Availability in Europe
By far the hottest category now is chemicals. We receive a lot of storage requests for specialty chemicals, which due to their toxic state or high flammability need special treatment. Small, best state of the art tanks such as SS316L are in high demand, sometimes even smaller than 500 m3 which are difficult to find. On top of that a lot of flexibility is asked from the terminals, different modes of transportation to optimize logistics to the end consumer is requested. More and more customers are forced to find their storage in the surrounding areas as ARA cannot keep up with the increased number of requests. For veg oils it is quite similar, occupancy remains high forcing companies to look at alternative locations. France and Spain being most suitable looking at the geographical location and vessel routes.
What stands out is the increasing capacity for minerals coming available in the Mediterranean in 2nd and 3rd quarter of this year. A lot of terminals show their available tanks which can be used for basically any product (k1) compared to Northern Europe, which still shows a high rate of occupancy. Due to the competition in the Med, we see rental fees drop quickly as terminals rather have activity at site than leaving tanks unused. Also, many terminals have commitments with their port authorities to handle a certain number of sea-going vessels and tons. For the ports a guaranteed income on harbour duties and fees.
Global availability
In general the mineral market is oversupplied. Middle east is still the best example of disappearing contango and its effects. Many tanks are available in that region. In the far east there are still tanks to be found for basically any product. In the USA we see also availability and sublease opportunities. The rates in the USA haven’t dropped dramatically like the rates for distillates in Europe, but still more attractive rates can be found.
Mineral market
The oil market has recovered quite a bit from the sell-off witnessed 2 weeks ago on Libyan force majeure and positive OPEC rhetoric. After the dip towards the 60 level, Brent traded around 67 again this Monday, but 70 USD still seems to be a big hurdle to take with the US topping 10MM bbl of production. At the time of writing Brent is back to 64 on stock builds in the US.
Fuel Oil is lacklustre, the curve is flattish and the arb to Asia is closed. Storage demand remains weak and still we hear news of tanks being given back to terminals. On gasoline the March/April spread has weakened quite a bit, increasing demand for spot (contango) storage. But the market for gasoline tanks is still tight so for opportunistic traders, empty space is hard to find. The distillate tank market continues to weaken. We witnessed quite a bit of interest below the market when the curve got given heavily 2 weeks ago but since then, spreads have recovered and interest died off. The front of the market is weakening again today on flat price, but it is not propagating throughout the curve. We still see biodiesel players coming in to take advantage of the weak distillates tank market though, so that’s helping terminals a bit to ease the pain.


ABOUT THIS TASK: Please find every line in the entries below that contains the string "total", and copy it.

MATERIALS PROVIDED:
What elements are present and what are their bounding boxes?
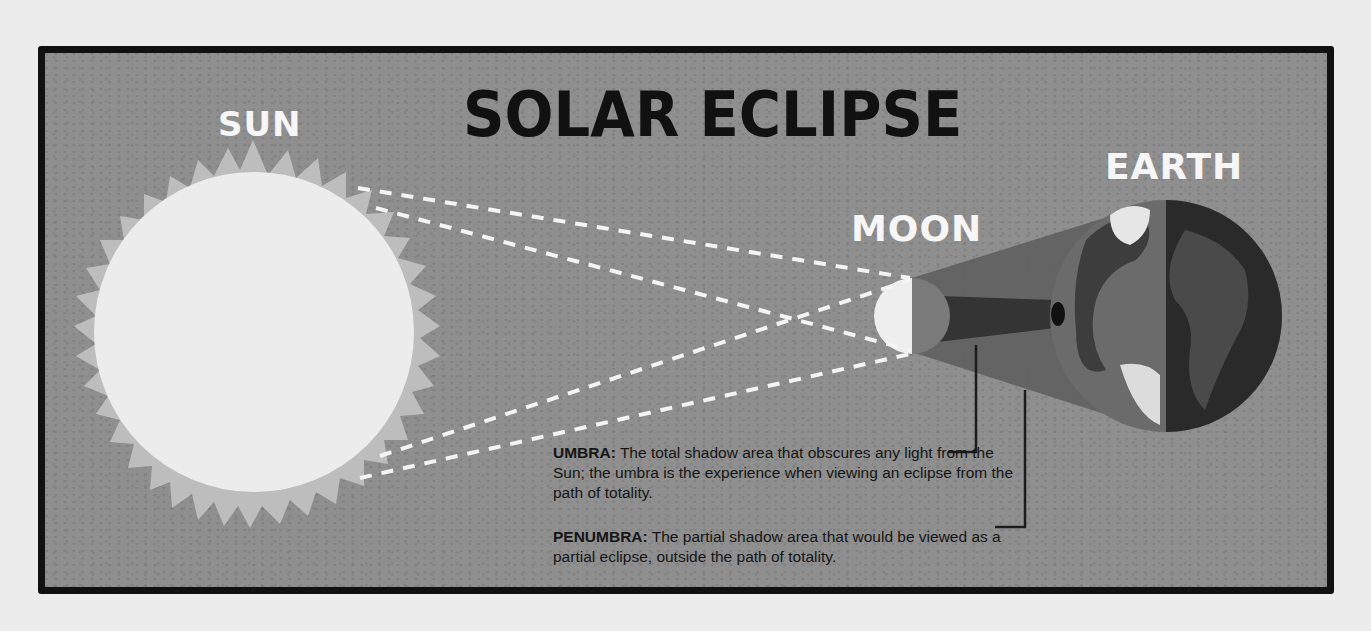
penumbra-term: PENUMBRA: — [553, 528, 648, 545]
page-title: SOLAR ECLIPSE — [463, 78, 962, 151]
light-rays — [358, 188, 910, 478]
penumbra-definition: PENUMBRA: The partial shadow area that w… — [553, 527, 1023, 567]
umbra-term: UMBRA: — [553, 444, 616, 461]
sun-core — [94, 172, 414, 492]
umbra-text: The total shadow area that obscures any … — [553, 444, 1013, 501]
umbra-definition: UMBRA: The total shadow area that obscur… — [553, 443, 1023, 503]
moon-label: MOON — [851, 208, 982, 249]
earth-label: EARTH — [1105, 146, 1243, 187]
sun-label: SUN — [218, 104, 302, 144]
earth-globe — [1050, 200, 1282, 432]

EXERCISE OUTPUT:
umbra-text: The total shadow area that obscures any … — [553, 444, 1013, 501]
umbra-definition: UMBRA: The total shadow area that obscur… — [553, 443, 1023, 503]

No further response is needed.